Abridged from “Newsroom”
The time for exploiting nature is over and we need to focus on putting things right, writes Rod Oram in a recent “Newsroom “column.
He had just attended the annual conference of the Environmental Defence Society, which was celebrating its 50th anniversary.
Farmers and activists, scientists and citizens, politicians and civil servants, attended.
“For all the debate and discussion, one point was abundantly clear. No one from those diverse backgrounds argued we could carry on as we have for generations exploiting nature. Instead, the focus was on how we must use our resources wisely and begin to put right the damage we’ve long done, and are still doing” wrote Rod Oram.
Two keynote addresses forcefully identified what is at stake.
“So intense are human pressures on the planet, we have to fundamentally change the way we run our economies,” argued Robert Costanza, a global leader in ecological economics based at Australian National University.
The second keynote was by Dr Simon Buckle, head of Climate, Biodiversity and Water at the OECD. He reminded the audience the latest UN assessment of biodiversity showed a “just astonishing rate” of decline, with some 25 percent of species already threatened with extinction.
Yet the biodiversity is “fundamental to human life on Earth. We haven’t woken up to the risk. Policy commitments are still catching up with the impact and the challenges of that decline.”
Nitrates
“We are delusional about how far we’ve gone in the wrong direction” with the great damage to water quality caused by nitrates from farming systems, said Dr Mike Joy, Senior Research Fellow, Victoria University of Wellington. “We are still subsidising bad farming practices. We haven’t begun to slow down the harm.”
Freshwater reforms will require certified plans for every farm. But “no farm plan is going to deal with that” because the root causes are so deeply buried in farming systems.
In his speech at the end of the first day of the conference, David Parker, Minister for the Environment, said: “We’re providing the framework for the environment for decades to come. We’re changing course, and I think future generations will thank us for it. Successive governments have promised transformation change but failed to deliver.”
RMA Replacement
The biggest reform underway is of resource management. Submissions have just closed on the exposure draft of the proposed Natural and Built Environment Act, which will be the main replacement to the Resource Management.
The Government will table the full Bill early next year, with the new Spatial Planning Act which will set long-term environmental planning goals for each region of the country.
The new resource management system “will be simpler, more efficient and more coherent” than the current one, Parker said.
The next biggest reform is of freshwater regulation, which in its current form, has been underway since 2020 although the groundwork dates back many years.
An EDS pre-conference workshop a few days earlier showed there was widespread support across the environmental sector for water reforms.
Dr. Simon Buckle – “species extinction”
Parker is full of it, all he has to do is install a ban on all synthetic products in our environment, end of story
I’ll believe it when it happens, not before, as to the government actions. It’s mainly rhetoric and “blah”. Did not Labour in 2017 promise restoring rivers and streams?
The government has lost sight of democracy, not that National were much better with their unprincipled control grab of Environment Canterbury. The agenda was wholesale expansion of dairying as John Key boasted. Now down here, human health besides clean freshwater ecosystems, is on the line.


YOUR TASK: Your answer must be every line of the data below that holds the string "screenshot", copied exactly.

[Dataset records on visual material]
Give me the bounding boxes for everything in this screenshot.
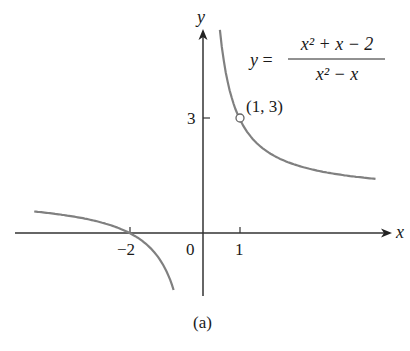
point-annotation: (1, 3)	[246, 97, 283, 116]
x-tick-label-0: 0	[186, 240, 195, 259]
equation-numerator: x² + x − 2	[300, 34, 374, 54]
rational-function-graph: y x −2 0 1 3 (1, 3) y = x² + x − 2 x² − …	[0, 0, 410, 351]
left-branch-curve	[34, 212, 173, 291]
x-axis-label: x	[395, 222, 404, 242]
y-tick-label-3: 3	[187, 109, 196, 128]
x-tick-label-1: 1	[235, 240, 244, 259]
equation-lhs: y =	[248, 50, 273, 70]
removable-discontinuity-marker	[236, 114, 244, 122]
x-tick-label--2: −2	[117, 240, 135, 259]
y-axis-label: y	[195, 7, 205, 27]
figure-caption: (a)	[193, 313, 212, 332]
equation-denominator: x² − x	[315, 64, 359, 84]
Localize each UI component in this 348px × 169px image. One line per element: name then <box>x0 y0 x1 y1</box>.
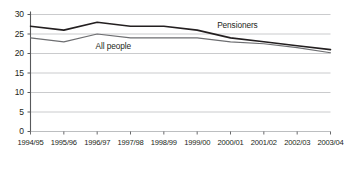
x-axis-tick-label: 2000/01 <box>214 139 248 147</box>
x-axis-tick-label: 2001/02 <box>247 139 281 147</box>
y-axis-tick-label: 5 <box>2 108 24 117</box>
x-axis-tick-label: 1999/00 <box>180 139 214 147</box>
series-line <box>31 22 331 49</box>
y-axis-tick-label: 15 <box>2 69 24 78</box>
x-axis-tick-label: 2002/03 <box>280 139 314 147</box>
y-axis-tick-label: 25 <box>2 30 24 39</box>
x-axis-tick-label: 1997/98 <box>114 139 148 147</box>
series-annotation-all-people: All people <box>96 42 131 50</box>
series-line <box>31 34 331 53</box>
x-axis-tick-label: 1996/97 <box>80 139 114 147</box>
y-axis-tick-label: 30 <box>2 10 24 19</box>
y-axis-tick-label: 20 <box>2 49 24 58</box>
x-axis-tick-label: 1995/96 <box>47 139 81 147</box>
y-axis-tick-label: 10 <box>2 88 24 97</box>
y-axis-tick-label: 0 <box>2 127 24 136</box>
series-annotation-pensioners: Pensioners <box>217 21 258 29</box>
x-axis-tick-label: 2003/04 <box>314 139 348 147</box>
gridlines <box>31 15 331 132</box>
series-lines <box>31 22 331 52</box>
x-axis-tick-label: 1998/99 <box>147 139 181 147</box>
x-axis-tick-label: 1994/95 <box>14 139 48 147</box>
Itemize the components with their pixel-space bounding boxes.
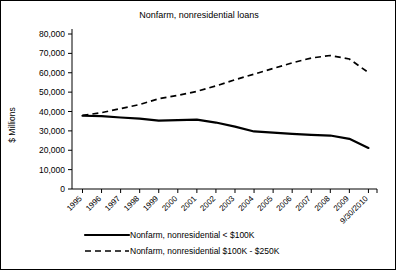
- y-tick-label: 80,000: [39, 29, 65, 39]
- line-chart: Nonfarm, nonresidential loans $ Millions…: [1, 1, 396, 270]
- x-tick-label: 1999: [141, 194, 160, 213]
- x-tick-label: 1998: [122, 194, 141, 213]
- y-tick-label: 60,000: [39, 68, 65, 78]
- x-tick-label: 2008: [313, 194, 332, 213]
- chart-canvas: Nonfarm, nonresidential loans $ Millions…: [1, 1, 396, 270]
- legend-label-2: Nonfarm, nonresidential $100K - $250K: [130, 246, 280, 256]
- x-tick-label: 2005: [256, 194, 275, 213]
- x-tick-label: 2004: [237, 194, 256, 213]
- x-tick-label: 2003: [217, 194, 236, 213]
- chart-screenshot: Nonfarm, nonresidential loans $ Millions…: [0, 0, 396, 270]
- chart-title: Nonfarm, nonresidential loans: [139, 10, 259, 20]
- y-tick-label: 50,000: [39, 87, 65, 97]
- y-axis-title: $ Millions: [7, 107, 17, 142]
- x-tick-label: 1995: [65, 194, 84, 213]
- y-tick-label: 70,000: [39, 48, 65, 58]
- data-series-group: [82, 56, 368, 148]
- y-tick-label: 20,000: [39, 145, 65, 155]
- y-tick-label: 0: [60, 184, 65, 194]
- y-tick-label: 10,000: [39, 165, 65, 175]
- x-axis-ticks: 1995199619971998199920002001200220032004…: [65, 189, 377, 226]
- x-tick-label: 2001: [179, 194, 198, 213]
- x-tick-label: 2002: [198, 194, 217, 213]
- series-line-2: [82, 56, 368, 116]
- x-tick-label: 1996: [84, 194, 103, 213]
- y-tick-label: 40,000: [39, 107, 65, 117]
- x-tick-label: 2007: [294, 194, 313, 213]
- x-tick-label: 2000: [160, 194, 179, 213]
- y-tick-label: 30,000: [39, 126, 65, 136]
- y-axis-ticks: 80,00070,00060,00050,00040,00030,00020,0…: [39, 29, 72, 194]
- legend-label-1: Nonfarm, nonresidential < $100K: [130, 230, 255, 240]
- series-line-1: [82, 116, 368, 148]
- chart-legend: Nonfarm, nonresidential < $100KNonfarm, …: [85, 230, 280, 256]
- x-tick-label: 1997: [103, 194, 122, 213]
- x-tick-label: 2006: [275, 194, 294, 213]
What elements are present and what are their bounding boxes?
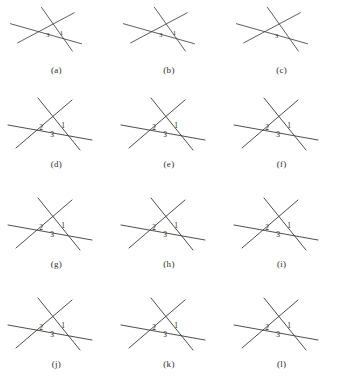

WRITTEN ANSWER:
Give me the bounding boxes for everything in this screenshot.
- chart-screenshot: Nonfarm, nonresidential loans $ Millions…: [0, 0, 396, 270]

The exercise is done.